“I’d give anything to be an author!” she cried.
“It’s a hard life,” he assured her. “We have to go about seeking inspiration from others.”
“Is that why you came to Hampton?”
“Well, not exactly. It’s a queer thing about inspiration, you only find it when you’re not looking for it.”
She missed the point of this remark, though his eyes were on her. They were not like Rolfe’s eyes, insinuating, possessive; they had the anomalistic quality, of being at once personal and impersonal, friendly, alight, evoking curiosity yet compelling trust.
“And you didn’t tell me,” he reproached her, “that you were at I.W.W. Headquarters.”
A desire for self-justification impelled her to exclaim: “You don’t believe in Syndicalism—and yet you’ve come here to feed these children!”
“Oh, I think I understand the strike,” he said.

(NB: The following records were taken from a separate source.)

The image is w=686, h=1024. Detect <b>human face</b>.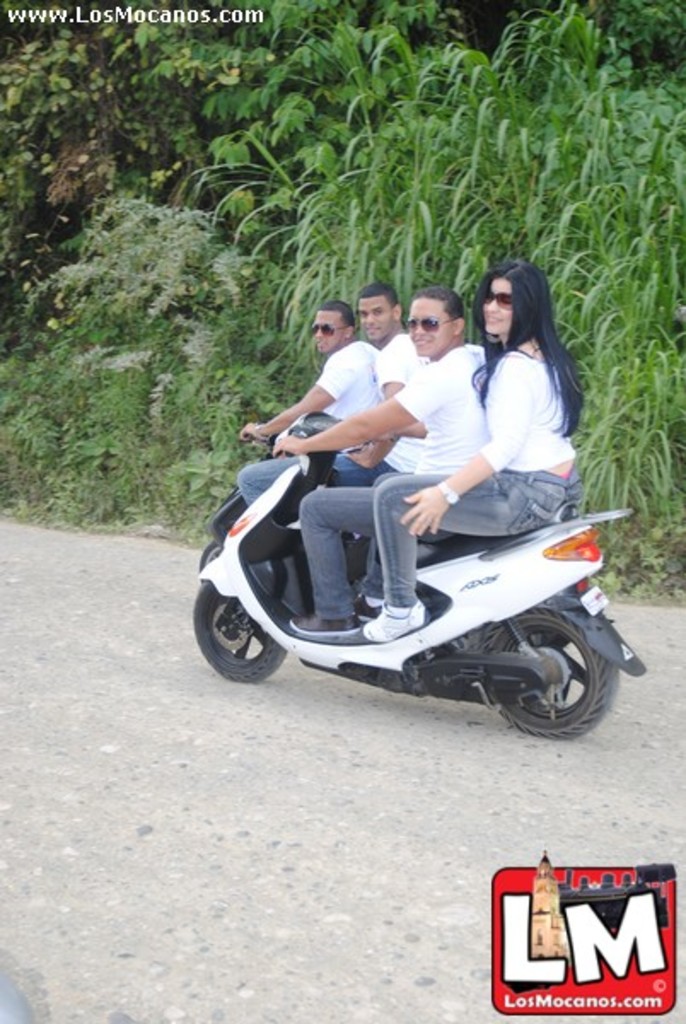
Detection: x1=353, y1=294, x2=392, y2=341.
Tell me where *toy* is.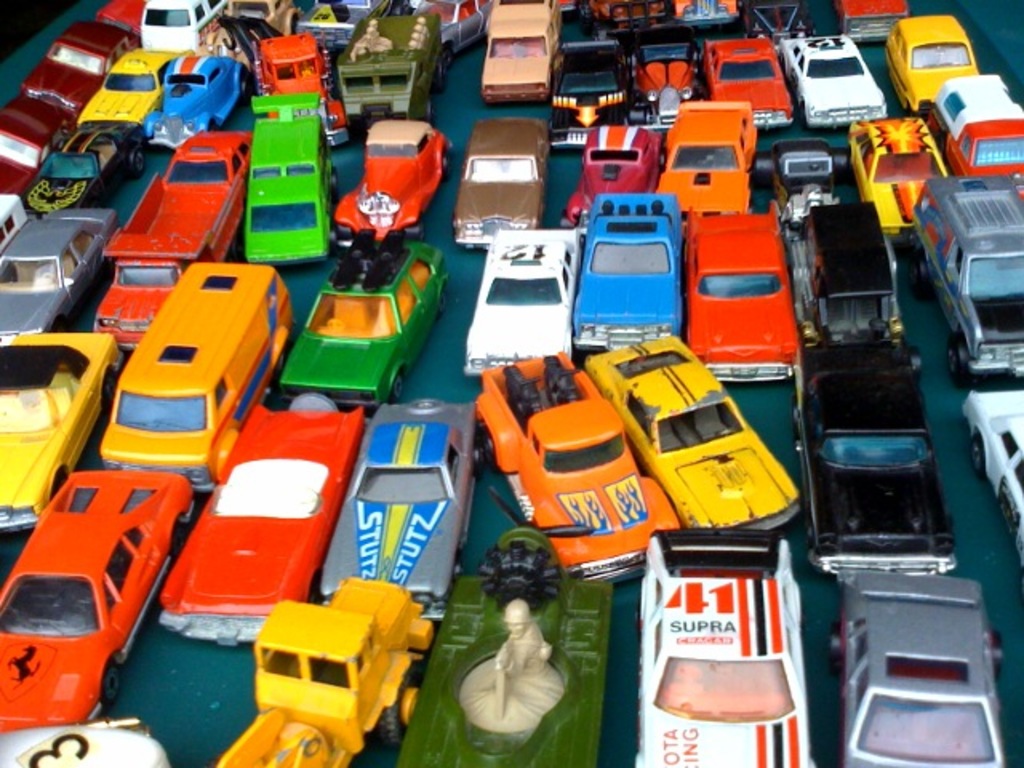
*toy* is at region(304, 0, 387, 48).
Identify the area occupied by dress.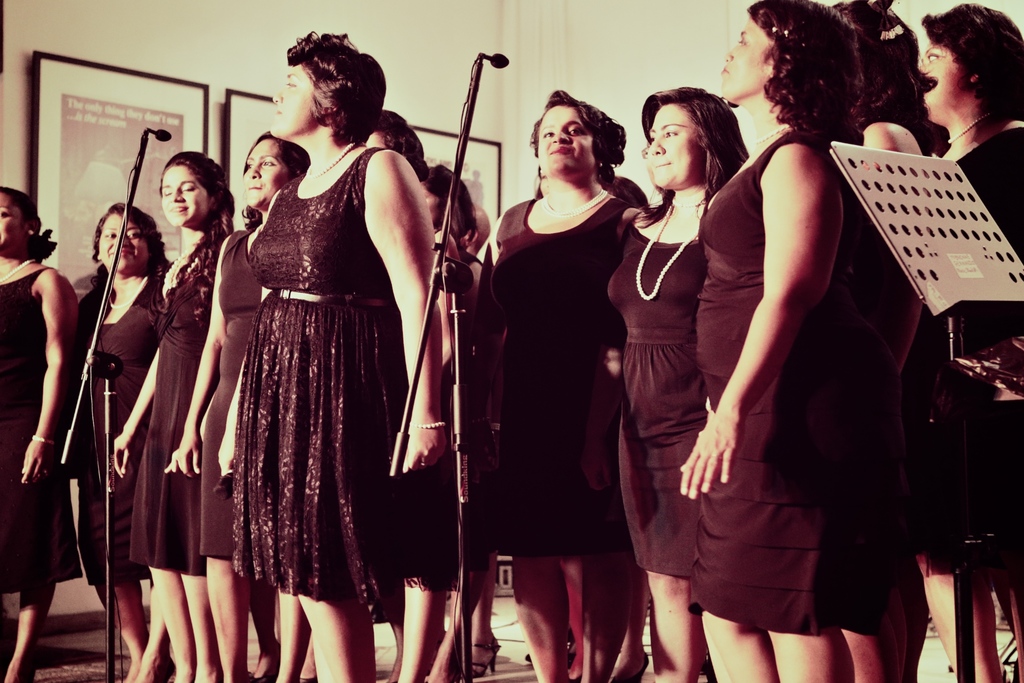
Area: x1=223 y1=143 x2=420 y2=627.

“How? Have you seen it? Have you heard the arguments?”
“No. I’ve seen you. You’ve explained it.”
“To Mrs. Brocklehurst?”
“It wasn’t necessary,” he replied—and immediately added, in semi-serious apology: “I thought it was admirable, what you said. If she’d talked to a dozen syndicalist leaders, she couldn’t have had it put more clearly. Only I’m afraid she doesn’t know the truth when she hears it.”
“Now you’re making fun of me!”
“Indeed I’m not,” he protested.
“But I didn’t give any of the arguments, any of the—philosophy,” she pronounced the word hesitatingly. “I don’t understand it yet as well as I should.”

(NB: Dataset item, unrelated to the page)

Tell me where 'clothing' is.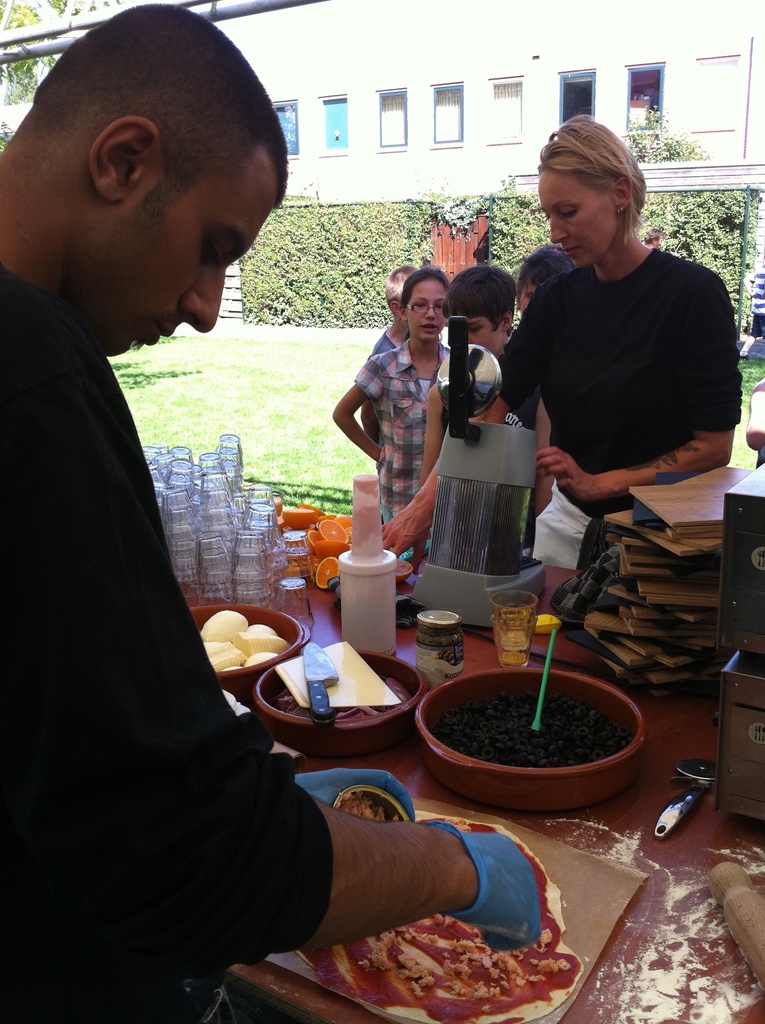
'clothing' is at box=[0, 250, 332, 1023].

“You are it,” he said. “It’s not always easy to understand what we are —it’s generally after we’ve become something else that we comprehend what we have been.”
And while she was pondering over this one of the ladies who had been waiting on the table came toward Insall.
“The children have finished, Brooks,” she informed him. “It’s time to let in the others.”
Insall turned to Janet. “This is Miss Bumpus—and this is Mrs. Maturin,” he said. “Mrs. Maturin lives in Silliston.”
The greeting of this lady differed from that of Mrs. Brocklehurst. She, too, took Janet’s hand.
“Have you come to help us?” she asked.
And Janet said: “Oh, I’d like to, but I have other work.”
“Come in and see us again,” said Insall, and Janet, promising, took her leave....
“Who is she, Brooks?” Mrs. Maturin asked, when Janet had gone.
“Well,” he answered, “I don’t know. What does it matter?”
Mrs. Maturin smiled.
“I should say that it did matter,” she replied. “But there’s something unusual about her—where did you find her?”
“She found me.” And Insall explained. “She was a stenographer, it seems, but now she’s enlisted heart and soul with the syndicalists,” he added.
“A history?” Mrs. Maturin queried. “Well, I needn’t ask—it’s written on her face.”